We mourn…

…the passing of our dear colleague Prof. Thomas Elsaesser, whose enormous dedication to the manifold connections between film and history was a substantial part of his oeuvre. We will miss him dearly.

Born in 1943 in Berlin, Thomas Elsaesser was German by birth, and yet truly a citizen of the world. Elsaesser moved to Great Britain to study in 1963, which became his adopted home for many years. After having spent some time at the Sorbonne in Paris, he had not yet decided upon a subject of study. Eventually, his doctoral thesis would come to analyze the work of two historians who had studied the French Revolution.

The thesis was a contribution to comparative literature, and back then, he must have envisioned a career in this field, but the year 1968 found him as an editor of the “Brighton Film Review”, subsequently titled “Monogram”. He kept editing the journal while he was teaching English and French Literature, and shortly afterwards founded the first department entirely focused on film. Literature and history had finally led him to film studies. He would come to help define this new dynamic field of academic study, while teaching at the University of Amsterdam. This is where, from 1991 onwards, he explored the many facets of the fairly new discipline of film studies, focusing on Hollywood cinema, German cinema during the Weimar Republic, questions of genre, and connections between film and history. He also dedicated much attention to the work of filmmakers such as Rainer Werner Fassbinder and Harun Farocki. His book on Fritz Lang’s Metropolis remains the work of reference, and his movie Sonneninsel (2017) about the history of his family and the connections to reformer Leberecht Migge marked his departure as a film director and film writer.

We will miss him as a colleague, critic and advisor. We will also miss him as a guest speaker and brilliant contributor to the International Bremen Film Conference that he regularly visited since its very beginnings in the 1990s.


**EXERCISE REQUIREMENTS**
The lines to copy are those with "social" in them. Pull each one from the entries below.

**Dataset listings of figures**
------------------------

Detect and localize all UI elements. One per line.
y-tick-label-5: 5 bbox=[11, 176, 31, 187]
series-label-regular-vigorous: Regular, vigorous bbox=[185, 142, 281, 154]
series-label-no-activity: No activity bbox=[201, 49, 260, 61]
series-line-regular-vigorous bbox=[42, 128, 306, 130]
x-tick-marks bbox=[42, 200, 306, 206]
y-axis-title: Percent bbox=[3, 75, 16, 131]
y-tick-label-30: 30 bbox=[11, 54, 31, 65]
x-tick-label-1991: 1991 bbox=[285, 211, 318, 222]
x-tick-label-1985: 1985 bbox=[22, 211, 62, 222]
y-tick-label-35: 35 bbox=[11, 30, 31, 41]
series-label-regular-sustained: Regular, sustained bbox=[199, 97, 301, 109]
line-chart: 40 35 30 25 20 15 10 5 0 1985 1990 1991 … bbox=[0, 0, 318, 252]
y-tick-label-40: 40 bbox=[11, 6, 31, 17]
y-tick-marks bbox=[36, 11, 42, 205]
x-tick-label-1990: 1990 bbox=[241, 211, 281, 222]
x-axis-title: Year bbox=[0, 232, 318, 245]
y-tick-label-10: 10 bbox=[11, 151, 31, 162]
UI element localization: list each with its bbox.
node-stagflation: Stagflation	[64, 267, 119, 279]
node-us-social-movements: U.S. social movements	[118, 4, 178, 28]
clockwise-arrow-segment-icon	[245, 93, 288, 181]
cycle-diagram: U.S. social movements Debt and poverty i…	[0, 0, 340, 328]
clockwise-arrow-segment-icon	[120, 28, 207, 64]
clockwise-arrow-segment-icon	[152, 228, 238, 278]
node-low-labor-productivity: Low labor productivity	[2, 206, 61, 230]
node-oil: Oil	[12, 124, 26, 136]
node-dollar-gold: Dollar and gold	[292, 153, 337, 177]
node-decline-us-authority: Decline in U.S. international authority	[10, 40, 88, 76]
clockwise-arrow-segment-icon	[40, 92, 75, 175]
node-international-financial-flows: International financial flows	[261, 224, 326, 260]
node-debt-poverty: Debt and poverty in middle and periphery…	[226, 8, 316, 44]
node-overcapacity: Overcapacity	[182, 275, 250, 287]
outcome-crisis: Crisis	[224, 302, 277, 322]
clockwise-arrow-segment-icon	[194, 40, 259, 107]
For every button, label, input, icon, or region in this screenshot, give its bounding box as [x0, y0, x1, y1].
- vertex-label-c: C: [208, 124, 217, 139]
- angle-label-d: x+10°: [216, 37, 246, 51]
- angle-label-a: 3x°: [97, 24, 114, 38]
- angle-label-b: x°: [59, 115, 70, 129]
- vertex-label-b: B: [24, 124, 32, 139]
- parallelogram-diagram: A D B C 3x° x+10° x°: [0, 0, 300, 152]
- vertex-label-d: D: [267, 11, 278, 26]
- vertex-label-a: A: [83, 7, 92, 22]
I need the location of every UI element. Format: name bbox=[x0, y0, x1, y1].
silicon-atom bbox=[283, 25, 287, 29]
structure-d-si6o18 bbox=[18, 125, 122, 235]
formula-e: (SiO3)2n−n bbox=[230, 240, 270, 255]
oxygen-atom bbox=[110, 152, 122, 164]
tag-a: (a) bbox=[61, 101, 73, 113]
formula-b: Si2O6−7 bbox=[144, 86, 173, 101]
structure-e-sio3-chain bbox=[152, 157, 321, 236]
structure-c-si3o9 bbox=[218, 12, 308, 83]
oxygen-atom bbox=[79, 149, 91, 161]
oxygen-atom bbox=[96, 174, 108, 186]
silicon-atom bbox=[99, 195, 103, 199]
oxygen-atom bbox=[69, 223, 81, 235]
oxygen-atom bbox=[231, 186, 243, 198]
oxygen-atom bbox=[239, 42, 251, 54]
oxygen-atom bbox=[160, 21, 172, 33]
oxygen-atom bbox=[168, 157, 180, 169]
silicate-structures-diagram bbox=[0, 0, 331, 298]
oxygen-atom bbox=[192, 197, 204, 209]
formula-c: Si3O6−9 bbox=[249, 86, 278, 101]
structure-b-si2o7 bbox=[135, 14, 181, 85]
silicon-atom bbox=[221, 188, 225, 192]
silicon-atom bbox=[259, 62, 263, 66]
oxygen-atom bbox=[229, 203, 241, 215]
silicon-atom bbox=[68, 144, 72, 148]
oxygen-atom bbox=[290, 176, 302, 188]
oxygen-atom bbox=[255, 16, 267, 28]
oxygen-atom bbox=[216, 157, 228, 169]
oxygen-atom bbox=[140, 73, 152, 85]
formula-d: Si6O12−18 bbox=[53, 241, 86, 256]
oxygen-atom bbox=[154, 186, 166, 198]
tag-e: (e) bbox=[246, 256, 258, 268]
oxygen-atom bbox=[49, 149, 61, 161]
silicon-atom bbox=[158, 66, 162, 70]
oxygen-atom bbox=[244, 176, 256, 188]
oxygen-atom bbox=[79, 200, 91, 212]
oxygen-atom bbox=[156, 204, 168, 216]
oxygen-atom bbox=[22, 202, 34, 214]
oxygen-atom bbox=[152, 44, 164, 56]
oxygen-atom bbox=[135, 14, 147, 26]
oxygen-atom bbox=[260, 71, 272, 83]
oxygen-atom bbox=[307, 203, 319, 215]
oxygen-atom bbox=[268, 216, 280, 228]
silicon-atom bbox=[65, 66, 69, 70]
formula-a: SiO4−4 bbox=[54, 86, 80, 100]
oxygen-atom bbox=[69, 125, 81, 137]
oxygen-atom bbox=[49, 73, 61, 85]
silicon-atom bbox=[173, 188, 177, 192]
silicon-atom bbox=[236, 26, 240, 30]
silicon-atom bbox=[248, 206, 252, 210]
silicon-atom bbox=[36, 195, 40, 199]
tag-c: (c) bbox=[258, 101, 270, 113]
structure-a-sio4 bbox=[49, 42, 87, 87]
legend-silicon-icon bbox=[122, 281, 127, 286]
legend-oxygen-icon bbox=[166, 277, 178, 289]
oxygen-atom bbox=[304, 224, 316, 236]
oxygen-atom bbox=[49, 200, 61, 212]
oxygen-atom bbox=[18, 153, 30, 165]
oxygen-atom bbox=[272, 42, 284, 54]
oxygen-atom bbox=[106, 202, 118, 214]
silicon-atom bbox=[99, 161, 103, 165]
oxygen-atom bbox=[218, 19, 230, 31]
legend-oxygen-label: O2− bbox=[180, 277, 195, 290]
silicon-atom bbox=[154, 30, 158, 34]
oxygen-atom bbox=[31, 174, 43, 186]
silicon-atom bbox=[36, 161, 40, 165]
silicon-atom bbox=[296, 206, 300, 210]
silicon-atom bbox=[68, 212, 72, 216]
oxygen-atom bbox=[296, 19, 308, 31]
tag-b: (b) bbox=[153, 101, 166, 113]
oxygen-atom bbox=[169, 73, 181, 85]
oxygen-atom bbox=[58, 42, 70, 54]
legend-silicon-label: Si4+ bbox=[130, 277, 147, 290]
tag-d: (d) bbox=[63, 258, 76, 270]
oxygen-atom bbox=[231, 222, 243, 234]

------------------------

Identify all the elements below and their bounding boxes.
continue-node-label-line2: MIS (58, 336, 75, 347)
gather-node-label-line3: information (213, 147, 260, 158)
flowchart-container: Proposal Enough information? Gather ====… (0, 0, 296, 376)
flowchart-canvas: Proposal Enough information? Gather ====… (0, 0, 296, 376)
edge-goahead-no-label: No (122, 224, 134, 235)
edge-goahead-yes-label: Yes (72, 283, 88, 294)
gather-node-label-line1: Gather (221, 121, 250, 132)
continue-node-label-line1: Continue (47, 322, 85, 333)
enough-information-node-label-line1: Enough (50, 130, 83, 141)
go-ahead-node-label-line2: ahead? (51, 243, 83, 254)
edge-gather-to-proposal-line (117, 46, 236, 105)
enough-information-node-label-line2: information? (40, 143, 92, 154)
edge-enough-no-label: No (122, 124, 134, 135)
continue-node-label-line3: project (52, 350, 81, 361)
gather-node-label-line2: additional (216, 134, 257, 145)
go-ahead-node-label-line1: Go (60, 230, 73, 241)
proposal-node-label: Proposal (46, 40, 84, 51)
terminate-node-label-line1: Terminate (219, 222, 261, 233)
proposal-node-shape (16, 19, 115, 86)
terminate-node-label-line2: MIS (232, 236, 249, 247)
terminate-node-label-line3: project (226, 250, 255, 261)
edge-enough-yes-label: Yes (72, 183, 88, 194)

------------------------

**RESPONSE AREA**
node-us-social-movements: U.S. social movements	[118, 4, 178, 28]
cycle-diagram: U.S. social movements Debt and poverty i…	[0, 0, 340, 328]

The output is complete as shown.